Brettro Design System: Typography, Part 1

Well…it’s been a minute since I have focused on the Brettro Design System. Life has a funny way of pulling your focus from things, but I am re-focused on my continued learning about design systems and creating the Brettro Design System, so let’s keep going.

This entry’s focus is on typography for design systems. I love typography, like love it. Fonts are exciting to me with each type family’s nuances and how the choice of a typeface or typefaces can set the entire tone and mood of a product. That, to me, is just remarkable.

Old Decisions

I had done quite a bit of work on the Brettro Design System typography way back in 2020 when I first started tackling this project. I had:

  • Selected my type faces, which at the time were Bureau Grot and Tisa Pro (my constraint was that they must be available on Adobe Fonts);
  • Established my typography components using Adobe Spectrum’s structure as my guide;
  • Determined my type scale and multipliers; and
  • Determined my space interval names.

I had even created a very detailed Excel spreadsheet to manage and calculate the typography scales.

The type scales I initially created back in 2020.

I chose 1.125 as my type scale, which is Adobe’s Spectrum scale to help me get started while I learned more about design systems. After reviewing my Grids & Spacing entry, it was clear I made that decision prior to writing it.

New Decisions

After reviewing my notes, reviewing the entries I had written about design systems, moved my Typography & Text content from XD to Figma, and dusted off the four books I had used as my guide, I realized I needed to make some new decisions about typography. They are:

  • Typefaces: Bureau Grot was no longer available on Adobe Type, so I chose Griffith Gothic. It works well with Tisa Pro.
  • Typography components: these stayed the same, they are logo, heading, body, detail and code.
  • Type scale: this was the hardest change to make. I had done a significant amount of work on my multiplier and scaling, but the work did not seem to align with the base number for my spacing system, which is 8.
  • Space interval names: I had settled on t-shirt sizing (s, m, l, xl, etc.), but after reading my Grids & Spacing entry, my decision there was to use digits, so I changed to digits.

Type Scale: A Deep Dive

Building Design Systems says that your system’s type scale needs to align to your system’s baseline grid, which is a horizontal grid that brings structure to a page. The baseline grid needs to be based on your spacing system base number. Expressive Design Systems says that type scales are usually based on musical interval ratios (which I find fascinating). And Smashing Magazine says that your baseline grid should be the same as your line-height for your body text. There is a lot to unpack here.

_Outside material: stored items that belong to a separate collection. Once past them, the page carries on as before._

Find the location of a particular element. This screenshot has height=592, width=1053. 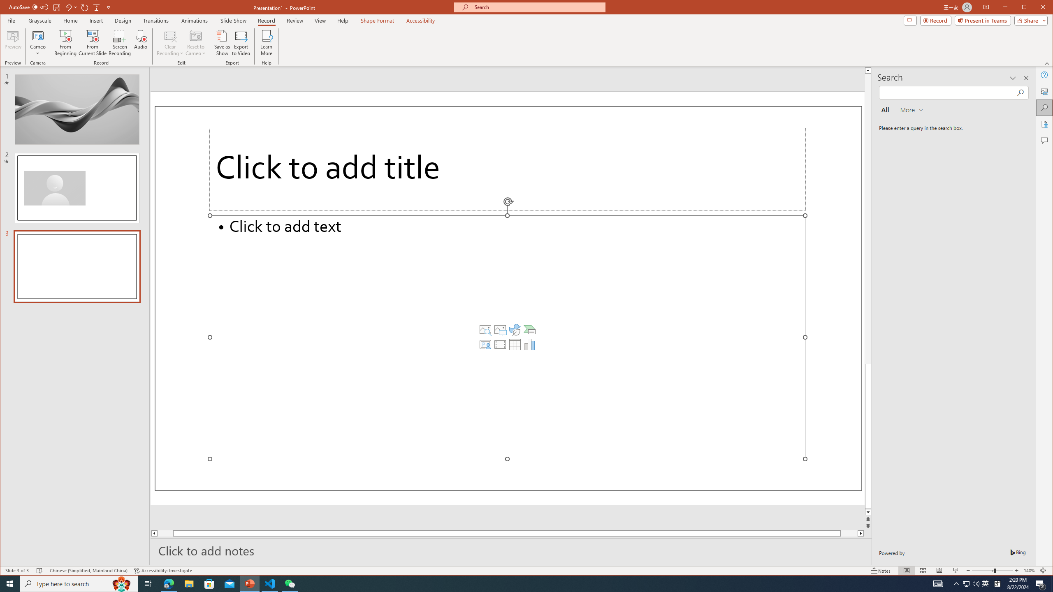

View is located at coordinates (250, 584).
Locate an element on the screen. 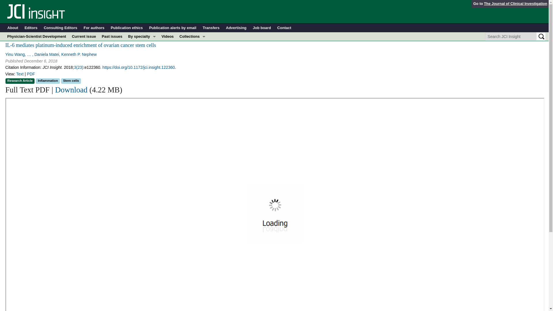  Transfers is located at coordinates (211, 28).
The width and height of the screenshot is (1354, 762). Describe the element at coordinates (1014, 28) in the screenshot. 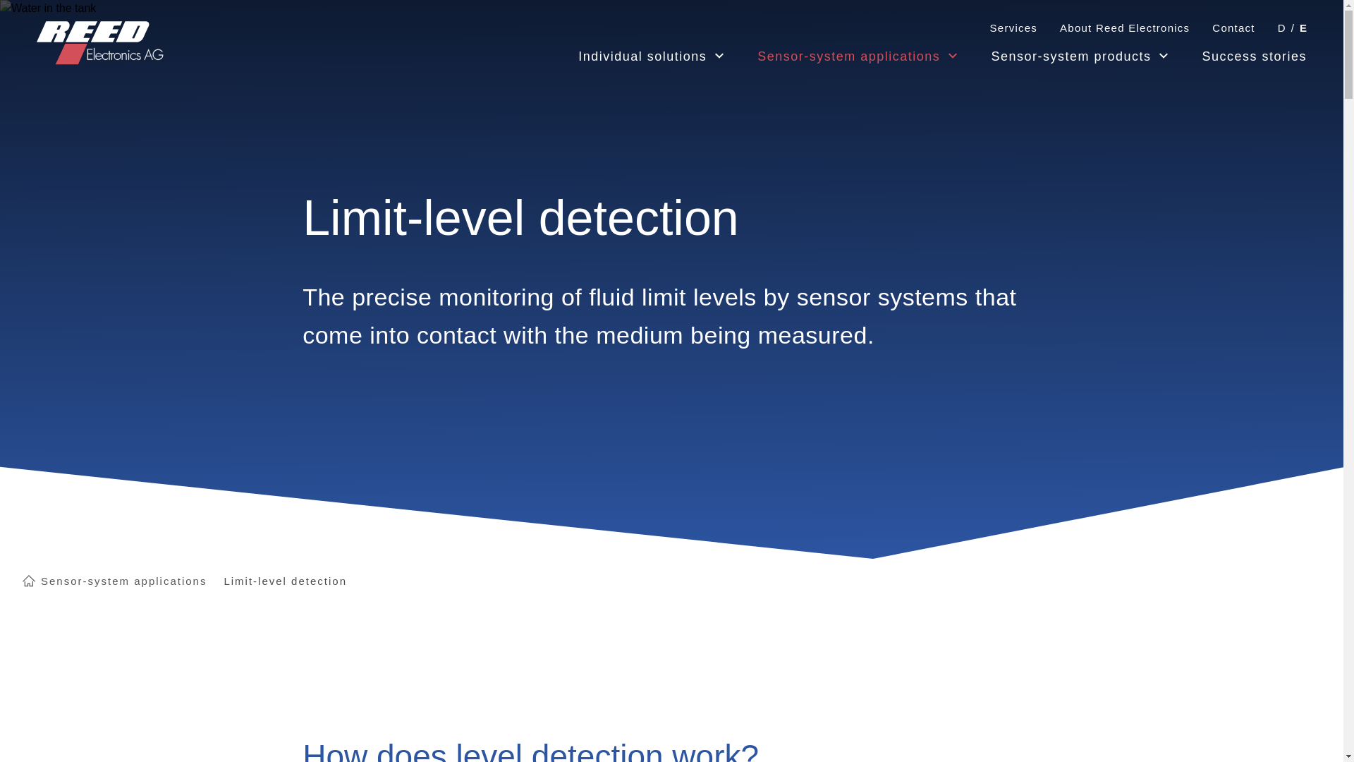

I see `Services` at that location.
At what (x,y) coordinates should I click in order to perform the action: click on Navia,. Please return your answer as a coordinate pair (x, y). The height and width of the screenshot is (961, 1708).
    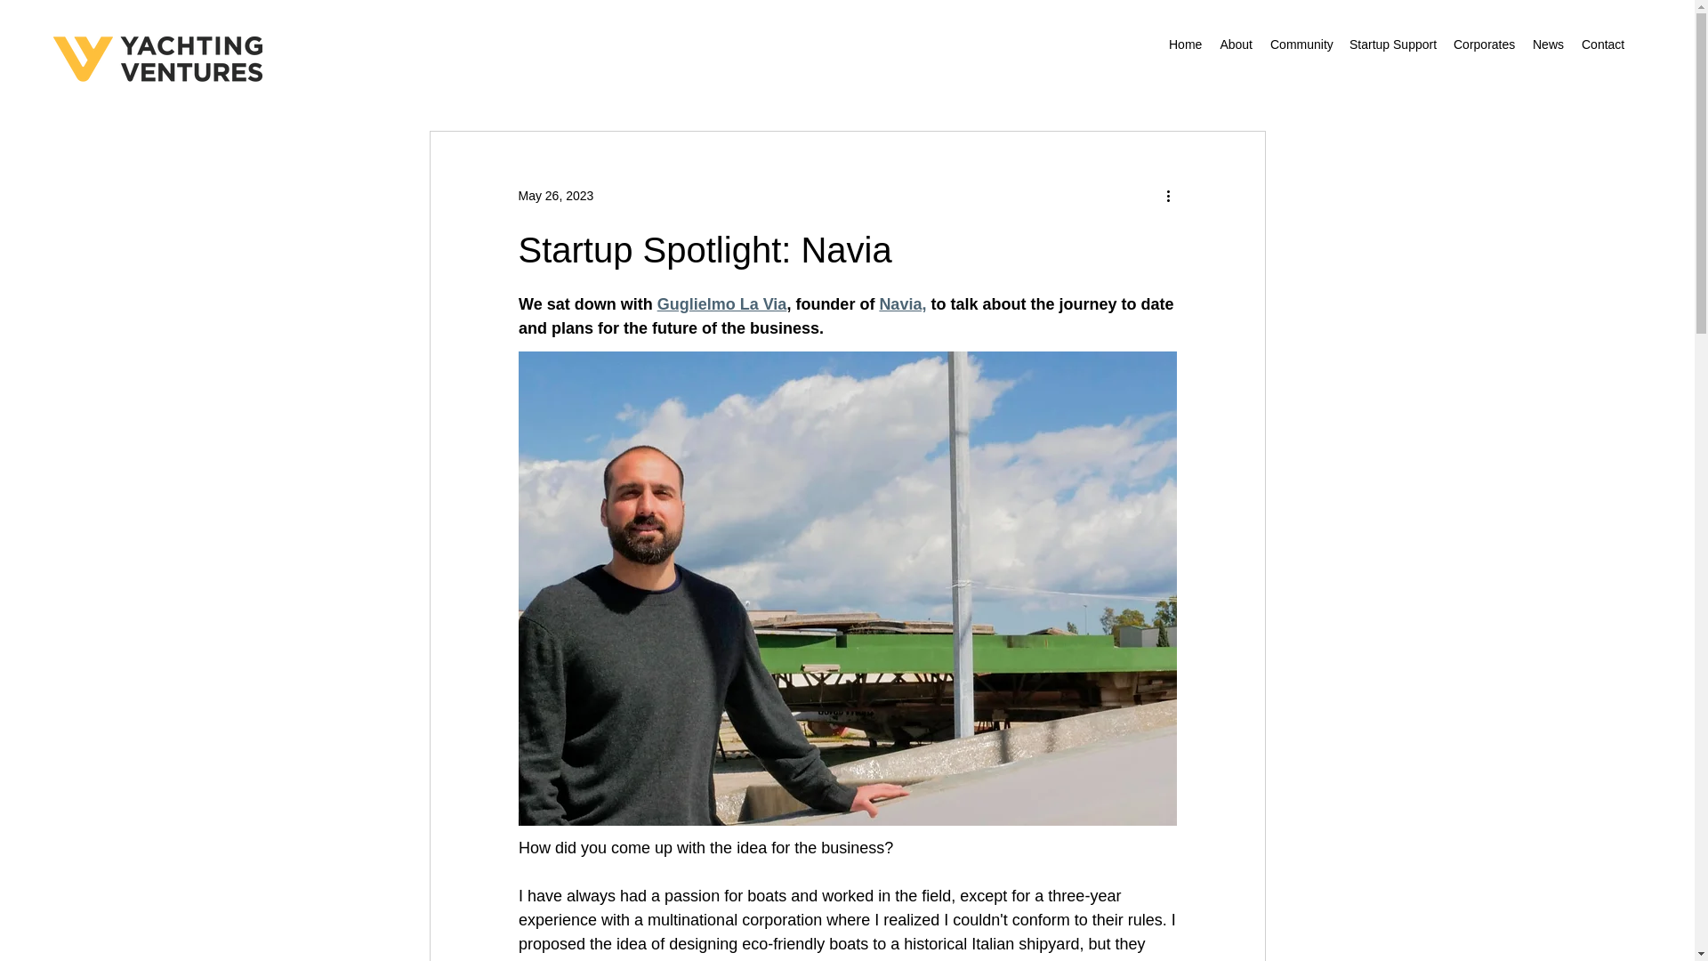
    Looking at the image, I should click on (902, 304).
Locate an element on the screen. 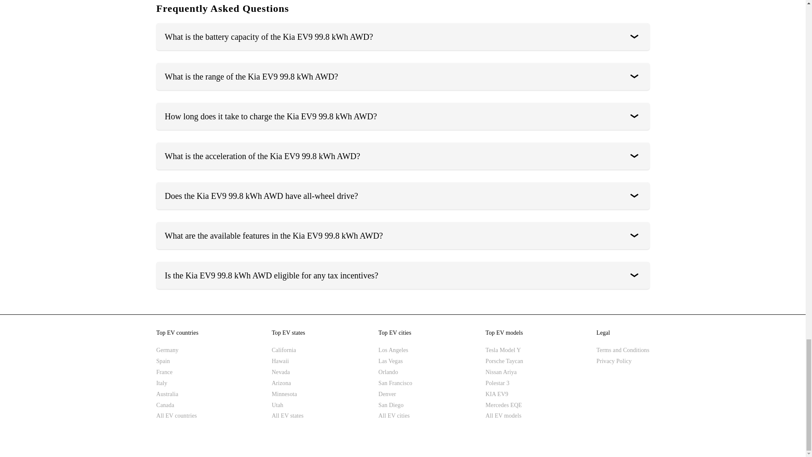  Las Vegas is located at coordinates (395, 361).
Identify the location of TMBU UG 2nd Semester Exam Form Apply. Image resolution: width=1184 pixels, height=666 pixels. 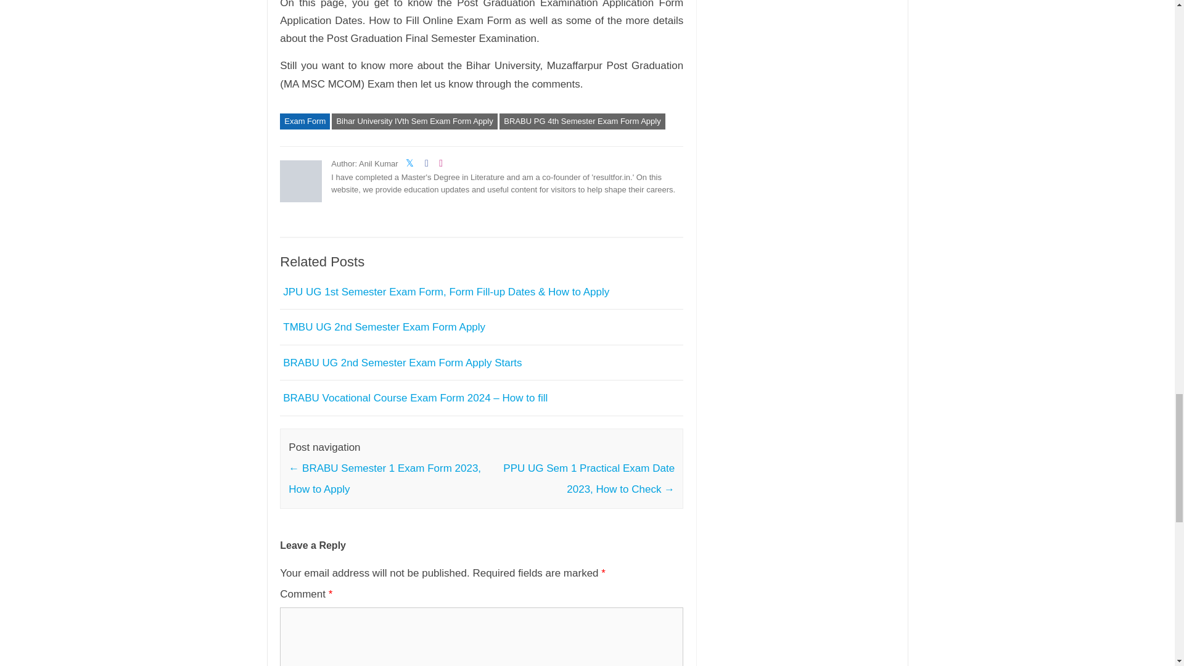
(384, 327).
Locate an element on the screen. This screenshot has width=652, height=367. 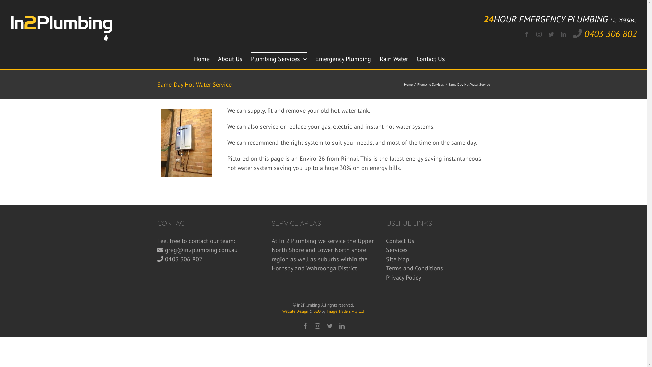
linkedin is located at coordinates (342, 326).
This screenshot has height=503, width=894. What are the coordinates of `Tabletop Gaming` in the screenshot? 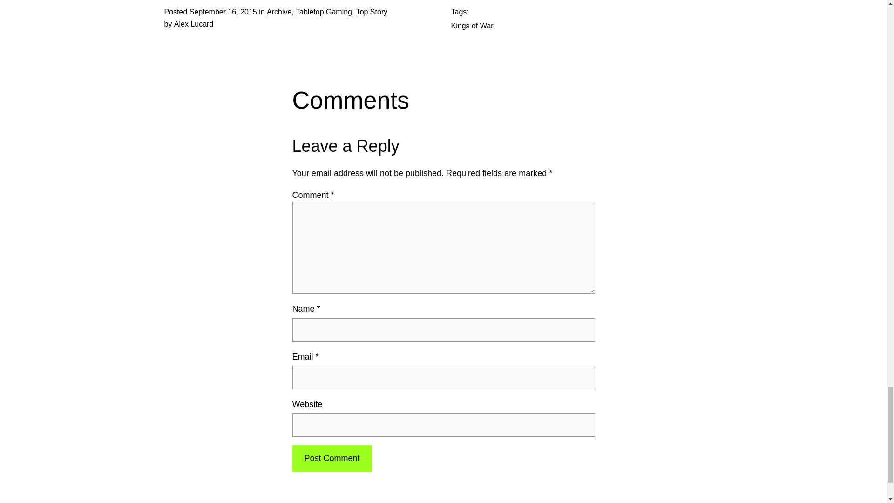 It's located at (324, 12).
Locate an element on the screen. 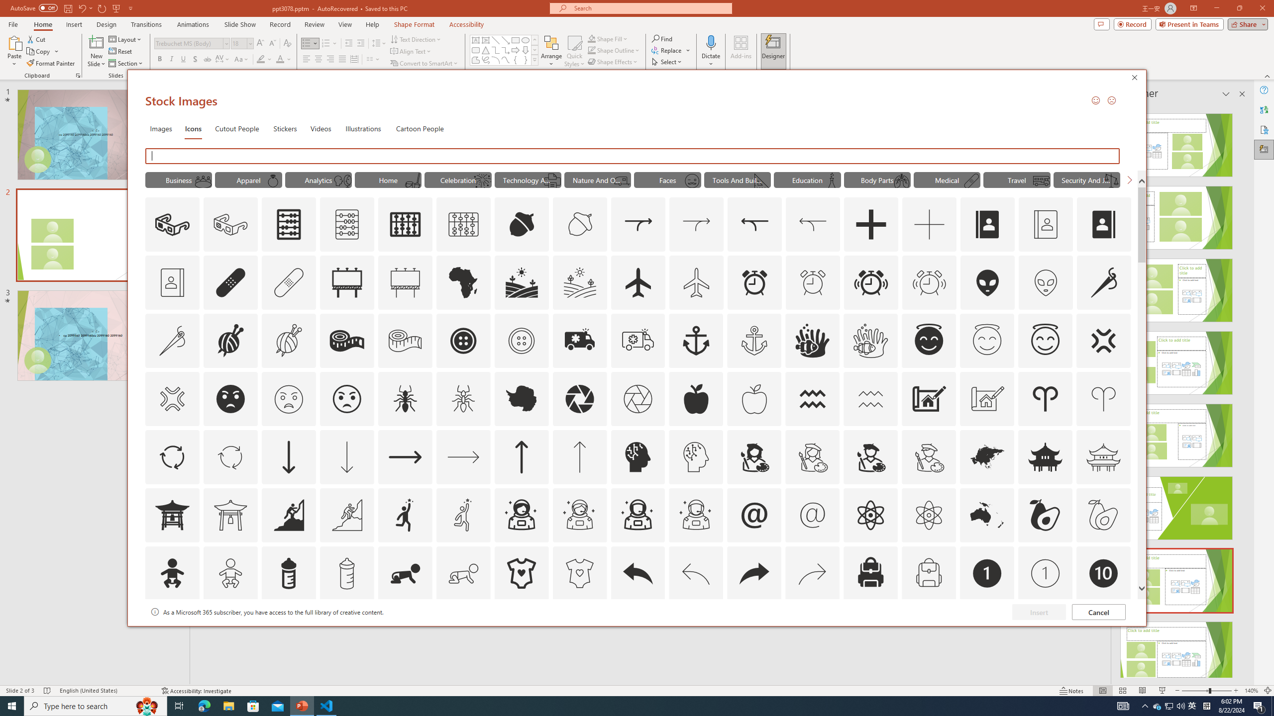 The width and height of the screenshot is (1274, 716). outline is located at coordinates (1045, 341).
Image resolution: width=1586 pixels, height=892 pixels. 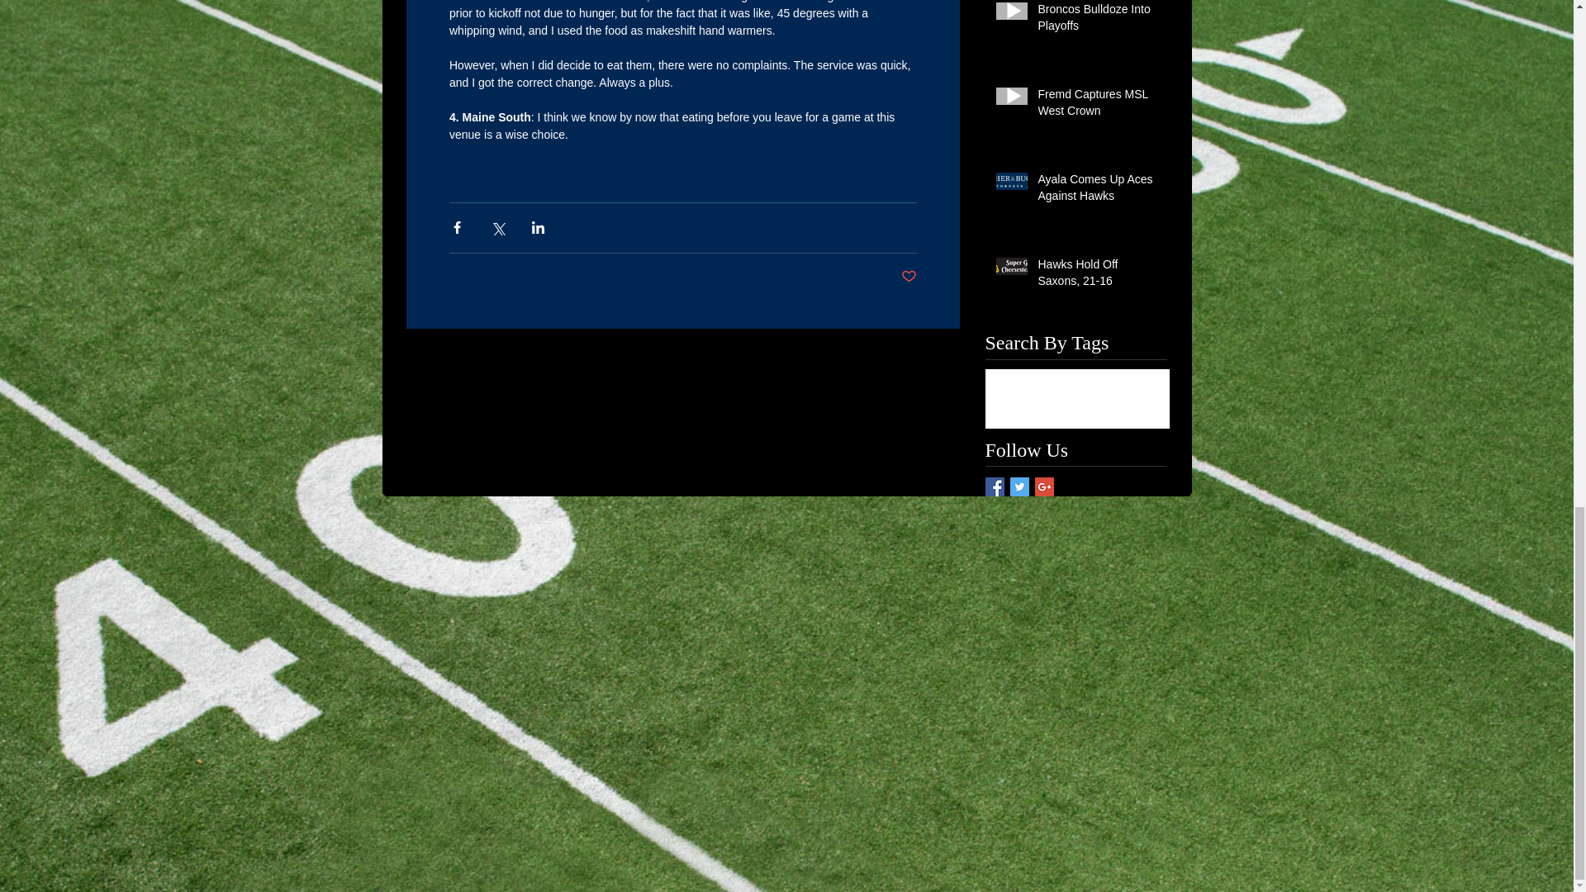 I want to click on Ayala Comes Up Aces Against Hawks, so click(x=1096, y=191).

After several hours of trial and error (and holding my head in my hands in frustration), here is where I landed:

  • Type scale: keep 1.125, which is “major second” on the musical interval ratios; and
  • Baseline grid: 8px to match my spacing baseline and because it is a multiple of my body text line-height, which is 24.
Working on figuring out my baseline grid and type scale in a multi-column layout.

For the moment, I am calling these interim decisions. I spent quite a bit of (very frustrating) time trying to get my baseline grid and type scale to work out so that in a multi-column layout the text blocks are correctly balanced. Everything I have read says this is hard. I can say with confidence that it is. And my work here isn’t done. But I want to keep moving forward, so for now, these are my decisions.

Where Do We Go From Here?

Not being able to get the type scale and baseline grid completely sorted out has been frustrating, so I will keep at it until I crack it. I am also moving forward with:

  • the beginning of my color system,
  • containers and layouts, and
  • creating a list of components to make (and starting to make them).